I would have picked Ruby if it could compiled into a single executable file, and if the Dev environment actually work on Windows.

P.S: It does work on Windows, but not as simple and easy as it should be. Compared to every other alternative on the market.

At my university, we skipped Pascal and went straight to Modula 2. This was in the late 80's - early 90's.
> Deploying is also 1 trillion times easier then what ever we have today, ( C , Python , Ruby , Node.js ... )

What makes it easier?

Distributing an executable from C seems easy. And using package managers from others also seems easy.

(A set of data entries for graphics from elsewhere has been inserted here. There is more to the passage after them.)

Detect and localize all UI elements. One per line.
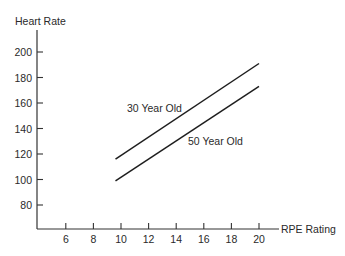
axes (37, 30, 279, 229)
y-tick-label: 80 (20, 199, 32, 211)
y-axis-label: Heart Rate (15, 15, 66, 27)
y-tick-label: 200 (14, 46, 32, 58)
y-tick-label: 180 (14, 72, 32, 84)
x-tick-label: 20 (253, 233, 265, 245)
series-label: 30 Year Old (127, 102, 182, 114)
x-tick-label: 8 (90, 233, 96, 245)
y-tick-label: 140 (14, 123, 32, 135)
x-tick-label: 6 (63, 233, 69, 245)
y-tick-label: 120 (14, 148, 32, 160)
x-axis-ticks: 68101214161820 (63, 223, 265, 245)
heart-rate-vs-rpe-chart: 80100120140160180200 68101214161820 30 Y… (0, 0, 345, 256)
x-axis-label: RPE Rating (281, 223, 336, 235)
x-tick-label: 12 (143, 233, 155, 245)
x-tick-label: 16 (198, 233, 210, 245)
y-tick-label: 100 (14, 174, 32, 186)
x-tick-label: 10 (115, 233, 127, 245)
series-line-50-year-old (116, 86, 260, 180)
series-label: 50 Year Old (188, 135, 243, 147)
y-tick-label: 160 (14, 97, 32, 109)
series-lines: 30 Year Old50 Year Old (116, 64, 260, 181)
x-tick-label: 14 (170, 233, 182, 245)
y-axis-ticks: 80100120140160180200 (14, 46, 43, 211)
x-tick-label: 18 (226, 233, 238, 245)
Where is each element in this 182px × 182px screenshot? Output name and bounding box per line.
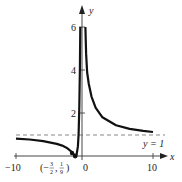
x-axis: −10 0 10 x <box>5 151 175 173</box>
x-tick-neg10: −10 <box>5 162 21 173</box>
svg-text:,: , <box>55 162 58 173</box>
svg-text:3: 3 <box>50 161 53 167</box>
y-axis-label: y <box>88 5 94 16</box>
y-axis: 6 4 2 y <box>71 5 94 160</box>
function-graph: −10 0 10 x 6 4 2 y y = 1 (− 3 2 , 1 9 ) <box>0 0 182 182</box>
inflection-point-label: (− 3 2 , 1 9 ) <box>40 161 69 175</box>
svg-text:(−: (− <box>40 162 49 174</box>
asymptote-label: y = 1 <box>142 138 164 149</box>
x-axis-label: x <box>169 151 175 162</box>
x-tick-0: 0 <box>83 162 88 173</box>
svg-text:9: 9 <box>60 169 63 175</box>
x-axis-arrow-icon <box>160 153 168 159</box>
y-axis-arrow-icon <box>79 5 85 14</box>
curve-left-branch <box>16 27 80 156</box>
curve-right-branch <box>85 27 153 132</box>
svg-text:): ) <box>66 162 69 174</box>
svg-text:2: 2 <box>50 169 53 175</box>
zero-point-marker <box>73 154 78 159</box>
svg-text:1: 1 <box>60 161 63 167</box>
x-tick-10: 10 <box>147 162 157 173</box>
y-tick-6: 6 <box>71 22 76 33</box>
y-tick-4: 4 <box>71 65 76 76</box>
y-tick-2: 2 <box>71 108 76 119</box>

Press F9 and you get a self contained exe which was not dependent on any libraries in about a second.. I think that was what the poster was getting at.
Absolute beginners don’t deploy though, they write lessons down and then hit run. “Scripting” langs work great for this.
I was enrolled at a university that had you progress like this:

1. Imperative programming with Pascal

2. Object-oriented programming with Java

3. Functional and logic programming with Prolog and Scheme

4. Advanced functional programming with ML

All the software engineering & project management courses basically assumed Java-brand OOP and related practices, though.

Before that I was enrolled at a different university that did three things at the same time in no obvious order:

A. HTML/CSS/JavaScript and PHP for web development (yes, like in the 2000 era)

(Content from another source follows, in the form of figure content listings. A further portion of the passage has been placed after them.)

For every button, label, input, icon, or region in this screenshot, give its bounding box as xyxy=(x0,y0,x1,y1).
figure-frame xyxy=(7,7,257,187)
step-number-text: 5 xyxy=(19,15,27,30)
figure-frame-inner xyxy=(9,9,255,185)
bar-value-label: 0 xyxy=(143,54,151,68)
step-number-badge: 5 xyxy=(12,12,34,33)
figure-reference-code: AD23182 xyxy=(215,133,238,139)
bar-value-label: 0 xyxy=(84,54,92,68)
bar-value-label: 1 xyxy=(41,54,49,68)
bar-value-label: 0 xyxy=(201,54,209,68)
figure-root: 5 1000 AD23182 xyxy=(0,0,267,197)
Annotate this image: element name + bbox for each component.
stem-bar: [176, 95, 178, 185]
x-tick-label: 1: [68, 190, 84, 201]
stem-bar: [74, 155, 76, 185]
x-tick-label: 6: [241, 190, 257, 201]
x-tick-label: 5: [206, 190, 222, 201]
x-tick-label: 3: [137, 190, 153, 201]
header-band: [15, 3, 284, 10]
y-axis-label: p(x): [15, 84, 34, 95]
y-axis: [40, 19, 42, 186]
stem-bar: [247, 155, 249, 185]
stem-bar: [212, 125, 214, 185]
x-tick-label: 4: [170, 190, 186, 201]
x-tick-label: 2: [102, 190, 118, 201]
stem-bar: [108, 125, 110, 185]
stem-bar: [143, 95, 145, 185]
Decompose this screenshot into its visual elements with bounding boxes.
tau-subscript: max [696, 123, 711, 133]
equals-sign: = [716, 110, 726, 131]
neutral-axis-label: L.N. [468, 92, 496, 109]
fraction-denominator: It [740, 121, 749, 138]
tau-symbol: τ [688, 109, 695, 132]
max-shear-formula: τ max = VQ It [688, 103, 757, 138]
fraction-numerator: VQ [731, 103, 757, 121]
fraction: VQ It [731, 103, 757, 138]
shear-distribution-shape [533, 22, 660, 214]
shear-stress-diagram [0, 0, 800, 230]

B. Java for linguistics programming and software engineering (but the professor wouldn't shut up about how much he likes Oberon-2)

C. C++ for interactive graphics programming (and maybe other things to)

Basically all the advanced "computer sciencey" stuff was in C++, all the more "software engineeringy" stuff was in Java and everybody pretended web development wasn't really a thing.

Pascal is definitely a very good language for teaching the basic of procedural/imperative programming. It has several good properties : it teaches you structured data (which helps to understand formalization), is strongly typed (which helps to reduce the uncertainty about the behavior of a program which in turn helps student to understand what they do precisely); you don't have to face pointers (which in my own experience are tough to understand); etc.
But when you need them, pointers are there
Ah maybe I'm a bit orthodox here :-) But you're right. At least in Turbo Pascal, there were pointers and super nice in line assembly language.
I learned pointers in my first semester of CS with ^Pascal, and glad I did because the syntax was more readable.
A friend taught me QBasic and then another friend taught me Turbo Pascal.

Later, in high school, I learned Delphi and we did Java at Monash University.

This really funny or strange.

This is exactly how IT classes went in my high school.

Uni was really scattered though: Java, C++, C, Prolog, Python.

yeah in Spain it was pretty much the same (almost 20 years ago), touching others just a bit (haskel, prolog, etc.)